How to Audit Your Passwords and Fix Them in Under an Hour
Most people have accumulated years of passwords — some strong, many not, and almost certainly some reused across multiple sites. An audit does not need to be exhaustive to be worthwhile. Fixing the ten most important accounts takes under an hour and significantly reduces your exposure.
Signs you need a password audit
You probably already know the answer, but here are the specific warning signs:
- You use the same password (or a minor variation) on more than one site
- Any of your passwords are based on personal information — a name, date, place
- You have passwords shorter than 12 characters
- You have not changed a password since a breach notification from a service you use
- Your email password is the same as anything else
- You cannot tell, off the top of your head, what your current email password is (suggesting it is autofilled but never consciously reviewed)
If any of these apply, an audit is worth doing. It does not mean everything needs to change at once — triaging the highest-risk accounts first is perfectly valid.
Step 1: Find all your accounts
Build your account inventory
Search your email inbox for the phrases "verify your email," "welcome to" and "account created." This surfaces almost every account you have ever registered. Also check your browser's saved passwords: in Chrome, go to chrome://password-manager/passwords; in Safari, open Settings → Passwords; in Firefox, open Privacy & Security → Saved Logins.

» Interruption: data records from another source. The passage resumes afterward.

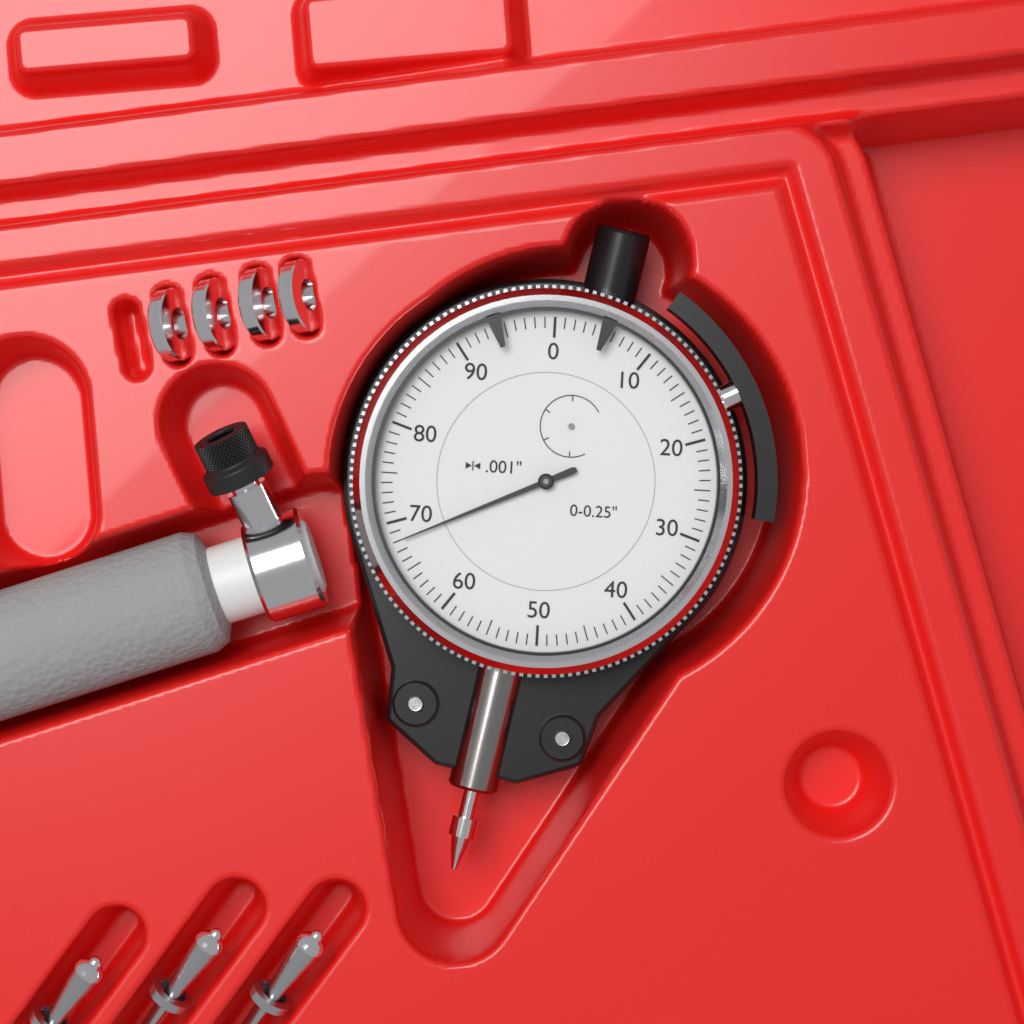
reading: 0.068 in
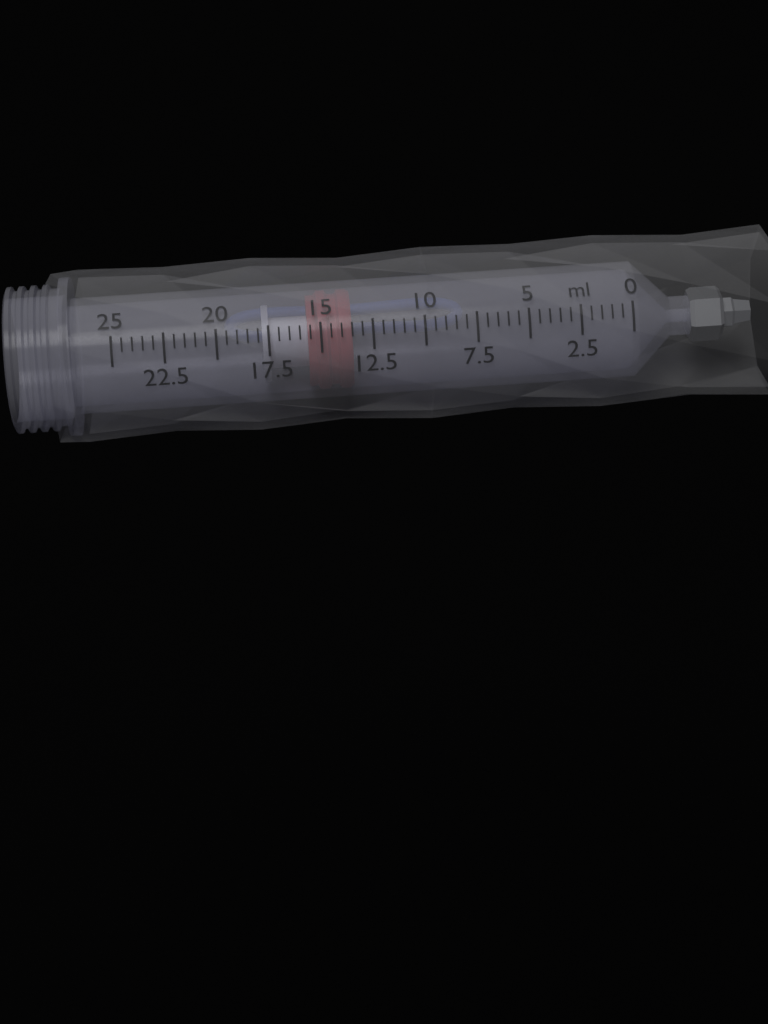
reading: 13.5 ml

Compile a rough list — you do not need to be exhaustive, just to identify the accounts that matter.
Step 2: Check for known breaches
Check Have I Been Pwned
Go to haveibeenpwned.com and enter your email address. The site maintains a database of billions of credentials from known breaches. It will tell you which services you use have been compromised and what types of data were exposed. Any service listed there should be treated as a priority — assume the credentials are known to attackers, even if you have not noticed unusual activity.
Step 3: Check the strength of what you have
Test existing passwords
For any password you want to evaluate without changing immediately, use a password strength checker. Paste it in and check the entropy score and rating. Any password rated "Weak" or "Fair" on an account you care about should be on your replacement list. Focus particularly on email, banking, social media and anything with your payment details saved.
Step 4: Generate replacements
Replace weak and reused passwords
Work through your priority list from highest to lowest risk. For each account, generate a new random password (16 characters minimum, 20+ for high-value accounts), update the account and save the new credential. If you are dealing with many accounts at once, the bulk generator can produce up to 50 unique passwords in a single click, which you can then assign to accounts one by one as you update them.
Step 5: Set up a password manager
Store them somewhere secure
An audit is only as good as your ability to keep the new passwords organised. A password manager (Bitwarden is free and open source, 1Password is excellent and paid) encrypts your credentials and fills them in automatically. Set one up, import or add your credentials and install the browser extension. This is what prevents the problem recurring — you will never need to memorise another password or reuse one because you cannot think of something new.
Step 6: Enable two-factor authentication
Add a second layer to your most important accounts
Start with email and your password manager, then work through banking, social media and work accounts. Use an authenticator app (Google Authenticator, Authy or similar) rather than SMS where available — it is significantly more resistant to interception. This takes two to three minutes per account and provides meaningful additional protection even if a password is later compromised.
Ongoing hygiene
Once you have completed an audit and set up a password manager, maintaining good hygiene is much less effort. A few practices worth keeping:
- Generate a new random password for every new account you create — never reuse
- Check Have I Been Pwned periodically, or sign up for breach notifications
- When a service sends a breach notification, change that password within 24 hours
- Review your password manager's weak password and reuse reports occasionally — most managers flag these automatically
You do not need to change passwords on a fixed schedule. NIST explicitly discourages mandatory periodic rotation unless there is evidence of compromise. The goal is unique, strong, random passwords stored securely — once you have that in place, the maintenance effort is minimal.
Check strength, then generate replacements
Paste an existing password into the strength checker to see where it stands. Then generate a strong replacement — or use the bulk generator if you have a lot to change at once.
Strength Checker Password Generator Bulk GeneratorThis guide is for general informational purposes. If you believe your accounts are actively compromised or you are dealing with identity theft, contact the relevant services and seek professional advice.